A quick Monday rant. Two rhetorical questions: 1. Why does GM suck so badly? 2. Why does the revised Minneapolis Star Tribune (print edition) seem like it’s one Ranger Rick shy of being a copy of Highlights? Signs that America is burning...how are we coming with the lead linging in the aquaducts?

General Motors is a national embarrassment, much like our current president. Do I sound unpatriotic? I think Jefferson said something about the blood of patriots must be drawn if rants are to be leveled against institutions that dilute the American dream. Am I even close? Where was I going with this one? Oh yeah, GM has become a dark joke. General Motors is still years behind design, quality and price standards set by other automakers (primarily Japanese). Saturn, which was to become the modern, break-all-the-standards car company turned out to be little more than the outlet/off-the-rack shop for poor GM designs.

The execs, product mangers and designers should be embarrassed by the way they have diluted US pride and patriotism over the past thirty years. From Andy Rooney (yes the goofy old guy from 60 Minutes) "Consumer Reports tested a lot of cars and gave their highest reliability rating to 31 of them. Of those 31 most reliable cars, just two were American. The other 29 were Japanese. Of the cars that were least reliable, 22 were American made." God bless America!! Mission Accomplished. A light on the top of the factory.

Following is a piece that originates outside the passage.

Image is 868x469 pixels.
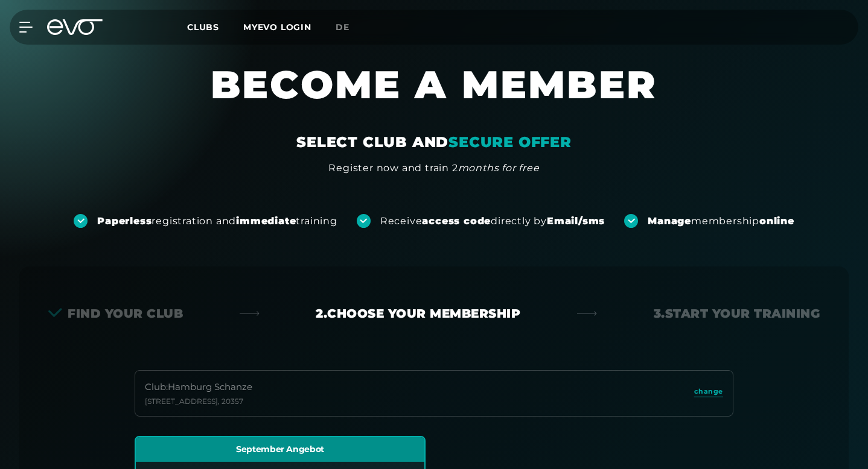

At almost every turn, a company that was once great, lost its vision, its purpose and lost touch with customers. As a fan of the true free market (not the corporate welfare, good-old boy entitled economy that drives the US economy) I love this lesson. As a fan of cars and of America, I’m embarrassed. GM, clearly demonstrating that they had little to offer other than some faux emotional appeal to buy American (or the terrorists will lose…something like that.). FU, GM. I wish that the execs would get what they deserve, but unfortunately, they’ll continue to spread bad business practices elsewhere. So, the market is shaking out some dead weight. The GM model could be very similar to the airline models. I wonder if MBA students are still allowed to have hard-ons for the captains of industry that have floundered in the US auto and airline industries. For the record, case studies are over-rated. Both industries became bloated, lost touch with customer needs and had no ability to predict trends.

As a side note, the advert in the Yahoo article (linked in the title), based on my cookies and settings called up the Chevy Red Tag sale ad. That’s funny. While our company is going down the shitter, you may consider one of these finely tuned vehicles.

Regarding the Minneapolis Star Tribune, what’s up with its new, easier format? I was reading a print copy on the bus today and was afraid that folks would think "oh, how endearing that retarded guy is trying to read." The paper seems that it is geared for second-graders. Anyone in charge of marketing at the Strib, please tell me why you’re trying to drive away customers. As a consultant, I’d love to take your money to make you do sillier things with your paper.